One afternoon in May 2020, Jerry Tang, a Ph.D. student in computer science at the University of Texas at Austin, sat staring at a cryptic string of words scrawled across his computer screen:

“I am not finished yet to start my career at twenty without having gotten my license I never have to pull out and run back to my parents to take me home.”

The sentence was jumbled and agrammatical. But to Tang, it represented a remarkable feat: A computer pulling a thought, however disjointed, from a person’s mind.

For weeks, ever since the pandemic had shuttered his university and forced his lab work online, Tang had been at home tweaking a semantic decoder — a brain-computer interface, or BCI, that generates text from brain scans. Prior to the university’s closure, study participants had been providing data to train the decoder for months, listening to hours of storytelling podcasts while a functional magnetic resonance imaging (fMRI) machine logged their brain responses. Then, the participants had listened to a new story — one that had not been used to train the algorithm — and those fMRI scans were fed into the decoder, which used GPT1, a predecessor to the ubiquitous AI chatbot ChatGPT, to spit out a text prediction of what it thought the participant had heard. For this snippet, Tang compared it to the original story:

“Although I’m twenty-three years old I don’t have my driver’s license yet and I just jumped out right when I needed to and she says well why don’t you come back to my house and I’ll give you a ride.”

The decoder was not only capturing the gist of the original, but also producing exact matches of specific words — twenty, license.
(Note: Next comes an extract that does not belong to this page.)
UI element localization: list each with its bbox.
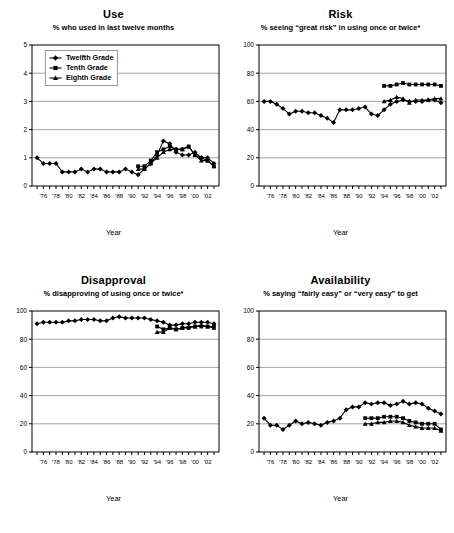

When Tang shared the results with his adviser, a UT Austin neuroscientist named Alexander Huth who had been working towards building such a decoder for nearly a decade, Huth was floored. “Holy shit,” Huth recalled saying. “This is actually working.” By the fall of 2021, the scientists were testing the device with no external stimuli at all — participants simply imagined a story and the decoder spat out a recognizable, albeit somewhat hazy, description of it. “What both of those experiments kind of point to,” said Huth, “is the fact that what we’re able to read out here was really like the thoughts, like the idea.”
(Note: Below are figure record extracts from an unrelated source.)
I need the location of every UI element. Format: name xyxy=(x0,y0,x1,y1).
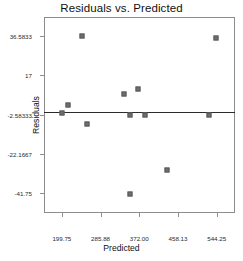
scatter-point xyxy=(65,102,70,107)
x-axis-tick xyxy=(217,213,218,217)
y-axis-tick-label: -2.58333 xyxy=(8,111,32,118)
scatter-point xyxy=(85,121,90,126)
x-axis-title: Predicted xyxy=(0,243,243,253)
x-axis-tick-label: 458.13 xyxy=(169,235,188,242)
scatter-point xyxy=(214,35,219,40)
x-axis-tick xyxy=(139,213,140,217)
scatter-point xyxy=(143,113,148,118)
x-axis-tick-label: 544.25 xyxy=(207,235,226,242)
y-axis-tick-label: 36.5833 xyxy=(10,32,32,39)
y-axis-tick xyxy=(40,36,44,37)
scatter-point xyxy=(207,113,212,118)
y-axis-tick-label: -41.75 xyxy=(14,190,32,197)
x-axis-tick-label: 285.88 xyxy=(91,235,110,242)
x-axis-tick-label: 372.00 xyxy=(130,235,149,242)
x-axis-tick-label: 199.75 xyxy=(52,235,71,242)
x-axis-tick xyxy=(178,213,179,217)
scatter-point xyxy=(135,86,140,91)
y-axis-tick xyxy=(40,193,44,194)
chart-title: Residuals vs. Predicted xyxy=(0,2,243,14)
y-axis-tick-label: -22.1667 xyxy=(8,151,32,158)
y-axis-title: Residuals xyxy=(31,96,41,134)
y-axis-tick xyxy=(40,154,44,155)
scatter-point xyxy=(128,113,133,118)
y-axis-tick-label: 17 xyxy=(25,72,32,79)
scatter-point xyxy=(121,92,126,97)
plot-area: Residuals 36.583317-2.58333-22.1667-41.7… xyxy=(44,17,235,213)
chart-root: Residuals vs. Predicted Residuals 36.583… xyxy=(0,0,243,261)
scatter-point xyxy=(128,191,133,196)
x-axis-tick xyxy=(62,213,63,217)
y-axis-tick xyxy=(40,75,44,76)
scatter-point xyxy=(80,33,85,38)
x-axis-tick xyxy=(101,213,102,217)
scatter-point xyxy=(59,110,64,115)
scatter-point xyxy=(164,168,169,173)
The scientists brimmed with excitement over the potentially life-altering medical applications of such a device — restoring communication to people with locked-in syndrome, for instance, whose near full-body paralysis made talking impossible. But just as the potential benefits of the decoder snapped into focus, so too did the thorny ethical questions posed by its use. Huth himself had been one of the three primary test subjects in the experiments, and the privacy implications of the device now seemed visceral: “Oh my god,” he recalled thinking. “We can look inside my brain.”
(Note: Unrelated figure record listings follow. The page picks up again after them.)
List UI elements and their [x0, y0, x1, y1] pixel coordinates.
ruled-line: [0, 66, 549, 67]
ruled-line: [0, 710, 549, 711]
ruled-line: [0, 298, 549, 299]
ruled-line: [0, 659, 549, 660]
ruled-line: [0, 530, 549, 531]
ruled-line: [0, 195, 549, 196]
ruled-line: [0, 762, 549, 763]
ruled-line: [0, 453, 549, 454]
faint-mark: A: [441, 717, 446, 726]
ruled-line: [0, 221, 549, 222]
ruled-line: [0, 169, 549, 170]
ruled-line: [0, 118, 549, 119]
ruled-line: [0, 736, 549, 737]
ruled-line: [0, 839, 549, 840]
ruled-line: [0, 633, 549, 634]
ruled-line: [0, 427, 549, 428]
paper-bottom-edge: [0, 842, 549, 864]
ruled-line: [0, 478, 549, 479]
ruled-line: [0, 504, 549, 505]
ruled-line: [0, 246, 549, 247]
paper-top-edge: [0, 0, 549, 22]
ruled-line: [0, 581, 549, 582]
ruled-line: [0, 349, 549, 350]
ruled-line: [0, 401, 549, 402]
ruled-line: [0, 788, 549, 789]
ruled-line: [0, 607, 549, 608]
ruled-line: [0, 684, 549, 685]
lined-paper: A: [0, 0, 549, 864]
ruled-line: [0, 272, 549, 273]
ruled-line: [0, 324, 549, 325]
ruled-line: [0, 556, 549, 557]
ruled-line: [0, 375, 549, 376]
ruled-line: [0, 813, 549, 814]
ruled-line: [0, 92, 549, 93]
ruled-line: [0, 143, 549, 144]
Huth’s reaction mirrored a longstanding concern in neuroscience and beyond: that machines might someday read people’s minds. And as BCI technology advances at a dizzying clip, that possibility and others like it — that computers of the future could alter human identities, for example, or hinder free will — have begun to seem less remote. “The loss of mental privacy, this is a fight we have to fight today,” said Rafael Yuste, a Columbia University neuroscientist. “That could be irreversible. If we lose our mental privacy, what else is there to lose? That’s it, we lose the essence of who we are.”

Spurred by these concerns, Yuste and several colleagues have launched an international movement advocating for “neurorights” — a set of five principles Yuste argues should be enshrined in law as a bulwark against potential misuse and abuse of neurotechnology. But he may be running out of time…

Advances in Mind-Decoding Technologies Raise Hopes (and Worries),” from @FletcherReveley in @undarkmag. Eminently worth reading in full.

And to complicate things further (though appropriately), see Eric Hoel‘s “Neuroscience is pre-paradigmatic. Consciousness is why.”

* danah boyd

###

As we ponder the personal, we might send telling birthday greetings to Rolla Harger; he was born on this date in 1890. Biochemistry and pharmacology department chairman of the Indiana University School of Medicine, he invented (in 1931) and patented (in 1936) the first field test for inebriation, the Drunkometer (the forerunner of the Breathalyzer), to test for driving under the influence.